Minnesota Health Department epidemiologist Dr. Aaron DeVries said his department hopes to have its own article published soon. It will focus more on what changed in the slaughterhouses in 2006 to prompt the outbreak and the work done nationally by public health authorities to identify other victims.
http://www.google.com/hostednews/ap/article/ALeqM5huQrUAGc7wv-FEaeH5kUcDqTs6-AD9CAJ9Q81
Mayo reports on slaughterhouse illness research
By CHRIS WILLIAMS (AP) – Dec 1, 2009
MINNEAPOLIS — Doctors at the Mayo Clinic and government public health experts have confirmed the mysterious illnesses in 24 slaughterhouse workers in Minnesota and Indiana from 2006 to 2008 was caused by an autoimmune response to a mist of pig brain tissue.
Their article was published Monday in the British medical journal Lancet Neurology. Mayo Clinic neurologist Dr. Daniel Lachance, the lead author, said it was the first comprehensive account of the outbreak and response from Mayo, the state Health Department and the Centers for Disease Control and Prevention.
"This was really a kind of unique experiment of nature where an unusual form of harvesting a part of an animal was utilized and inadvertently exposed individuals through their respiratory tract or their eyes or mouth and ended up triggering an autoimmune response in their own bodies," he said.
The immune response attacked the nervous systems of the 21 workers in Minnesota and three in Indiana from November 2006 to May 2008, causing painful symptoms that included weakness and fatigue to confusion and seizures.
All are improving and most no longer have measurable symptoms, Lachance said, although two may have permanent damage.
All the patients worked in or near areas where compressed air was used to extract pig brains, which are considered a delicacy in some Asian countries. It was a rarely used process then, he said, and he knows of no slaughterhouses that still use it.
Lachance said the Minnesota patients told them the symptoms started to appear within weeks of a speed up on the production line in 2006. "The line speed, the line speed, that's what we heard over and over again," he said.
At slower speeds, he said, workers were able to use compressed air to blast the brains down out of the head and into a bucket under the table.
"But it sounds as if as the line speed increased, the operator was not able to handle the process properly and as a consequence this material was being directed in all directions," Lachance said. "That's our best estimate of what was really going on."

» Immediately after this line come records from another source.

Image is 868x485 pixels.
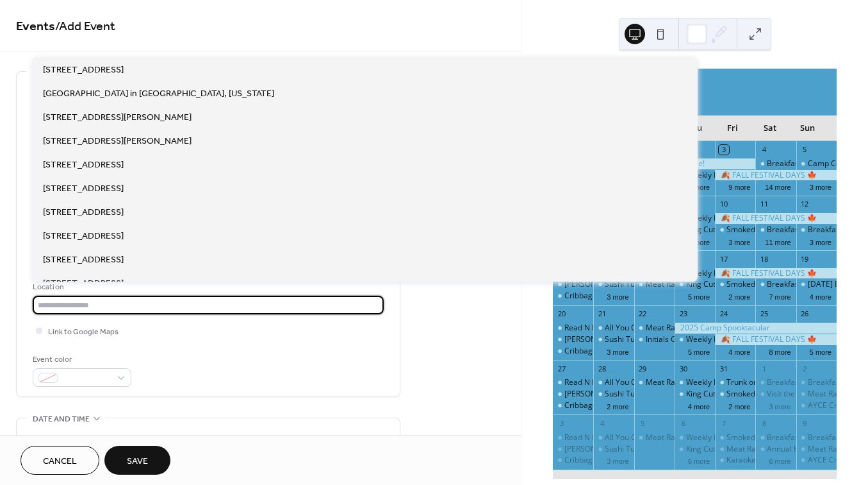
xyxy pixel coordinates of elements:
[715,455,755,466] div: Karaoke Night at Dunmire's on the Lake!
[805,181,837,192] button: 3 more
[557,309,567,319] div: 20
[723,346,755,357] button: 4 more
[719,254,728,264] div: 17
[759,254,769,264] div: 18
[759,200,769,209] div: 11
[675,279,715,290] div: King Cut Prime Rib at Freddy's
[557,418,567,428] div: 3
[727,377,800,388] div: Trunk or Treat Party!
[683,346,715,357] button: 5 more
[796,279,837,290] div: Sunday Breakfast!
[755,224,795,235] div: Breakfast at Sunshine’s!
[675,334,715,345] div: Weekly Family Story Time: Thursdays
[764,290,795,302] button: 7 more
[43,253,124,267] span: [STREET_ADDRESS]
[683,181,715,192] button: 6 more
[32,434,73,448] div: Start date
[594,377,634,388] div: All You Can Eat Tacos
[604,279,662,290] div: Sushi Tuesdays!
[646,432,775,443] div: Meat Raffle at [GEOGRAPHIC_DATA]
[796,400,837,411] div: AYCE Crab Legs at Freddy's
[719,200,728,209] div: 10
[796,432,837,443] div: Breakfast at Sunshine’s!
[723,290,755,302] button: 2 more
[127,455,148,468] span: Save
[604,334,662,345] div: Sushi Tuesdays!
[597,364,607,373] div: 28
[764,400,795,411] button: 3 more
[604,388,662,399] div: Sushi Tuesdays!
[767,377,852,388] div: Breakfast at Sunshine’s!
[715,432,755,443] div: Smoked Rib Fridays!
[727,444,856,455] div: Meat Raffle at [GEOGRAPHIC_DATA]
[796,388,837,399] div: Meat Raffle
[764,455,795,466] button: 6 more
[755,432,795,443] div: Breakfast at Sunshine’s!
[686,432,818,443] div: Weekly Family Story Time: Thursdays
[594,444,634,455] div: Sushi Tuesdays!
[796,444,837,455] div: Meat Raffle
[767,279,852,290] div: Breakfast at Sunshine’s!
[553,334,594,345] div: Margarita Mondays at Sunshine's!
[43,455,77,468] span: Cancel
[755,159,795,169] div: Breakfast at Sunshine’s!
[723,400,755,411] button: 2 more
[808,388,849,399] div: Meat Raffle
[594,334,634,345] div: Sushi Tuesdays!
[43,206,124,219] span: [STREET_ADDRESS]
[796,455,837,466] div: AYCE Crab Legs at Freddy's
[43,182,124,196] span: [STREET_ADDRESS]
[759,309,769,319] div: 25
[635,323,675,333] div: Meat Raffle at Lucky's Tavern
[719,309,728,319] div: 24
[805,236,837,247] button: 3 more
[759,145,769,155] div: 4
[638,418,648,428] div: 5
[43,277,124,290] span: [STREET_ADDRESS]
[604,377,682,388] div: All You Can Eat Tacos
[553,388,594,399] div: Margarita Mondays at Sunshine's!
[601,455,634,466] button: 3 more
[32,412,90,425] span: Date and time
[646,334,791,345] div: Initials Game Live [Roundhouse Brewery]
[594,323,634,333] div: All You Can Eat Tacos
[564,455,760,466] div: Cribbage Doubles League at [PERSON_NAME] Brewery
[594,432,634,443] div: All You Can Eat Tacos
[594,388,634,399] div: Sushi Tuesdays!
[686,279,792,290] div: King Cut Prime Rib at Freddy's
[679,418,688,428] div: 6
[767,224,852,235] div: Breakfast at Sunshine’s!
[564,400,760,411] div: Cribbage Doubles League at [PERSON_NAME] Brewery
[675,388,715,399] div: King Cut Prime Rib at Freddy's
[553,444,594,455] div: Margarita Mondays at Sunshine's!
[751,115,789,141] div: Sat
[805,290,837,302] button: 4 more
[604,444,662,455] div: Sushi Tuesdays!
[727,388,798,399] div: Smoked Rib Fridays!
[564,432,655,443] div: Read N Play Every [DATE]
[727,224,798,235] div: Smoked Rib Fridays!
[715,444,755,455] div: Meat Raffle at Barajas
[564,388,710,399] div: [PERSON_NAME] Mondays at Sunshine's!
[760,181,795,192] button: 14 more
[805,346,837,357] button: 5 more
[800,145,810,155] div: 5
[635,334,675,345] div: Initials Game Live [Roundhouse Brewery]
[553,455,594,466] div: Cribbage Doubles League at Jack Pine Brewery
[675,432,715,443] div: Weekly Family Story Time: Thursdays
[719,145,728,155] div: 3
[32,280,381,294] div: Location
[553,377,594,388] div: Read N Play Every Monday
[646,323,775,333] div: Meat Raffle at [GEOGRAPHIC_DATA]
[715,279,755,290] div: Smoked Rib Fridays!
[604,323,682,333] div: All You Can Eat Tacos
[43,159,124,172] span: [STREET_ADDRESS]
[723,236,755,247] button: 3 more
[553,290,594,302] div: Cribbage Doubles League at Jack Pine Brewery
[713,115,751,141] div: Fri
[686,388,792,399] div: King Cut Prime Rib at Freddy's
[760,236,795,247] button: 11 more
[564,444,710,455] div: [PERSON_NAME] Mondays at Sunshine's!
[21,446,99,474] button: Cancel
[635,377,675,388] div: Meat Raffle at Lucky's Tavern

Lachance said it's interesting that blood drawn by the Health Department from more than 85 other employees of the Minnesota slaughterhouse showed that 29 of them had antibodies indicating they were exposed to the brain mist, but didn't get sick. It's not clear why.
"There are actually many, many examples of this in medicine," he said. "There are people who have antibodies to HIV, yet don't have AIDS. There are many instances where the antibodies are the markers for a disease, but aren't a main factor in the appearance of the disease."
The researchers also found a strong connection between how sick workers got and how closely they worked to the head table, he said.
The paper doesn't report on the exact biological mechanism of the disease and Lachance said it might never been known. The slaughterhouses stopped removing brains with compressed air in late 2007, and the Mayo Clinic hasn't seen a new case to study in more than a year.
"Essentially, this is something that has come and passed," he said.
The cluster of the unusual neurological disease was first identified by the Mayo Clinic among workers at the Quality Pork Processors plant in nearby Austin in September 2007. The clinic reviewed its records and discovered it saw its first patient with the symptoms in November 2006. The last patient was in May 2008.
QPP is a privately owned supplier to Hormel Foods Co. The name of the slaughterhouse in Delphi, Ind., has not been made public.
Minnesota Health Department epidemiologist Dr. Aaron DeVries said his department hopes to have its own article published soon. It will focus more on what changed in the slaughterhouses in 2006 to prompt the outbreak and the work done nationally by public health authorities to identify other victims.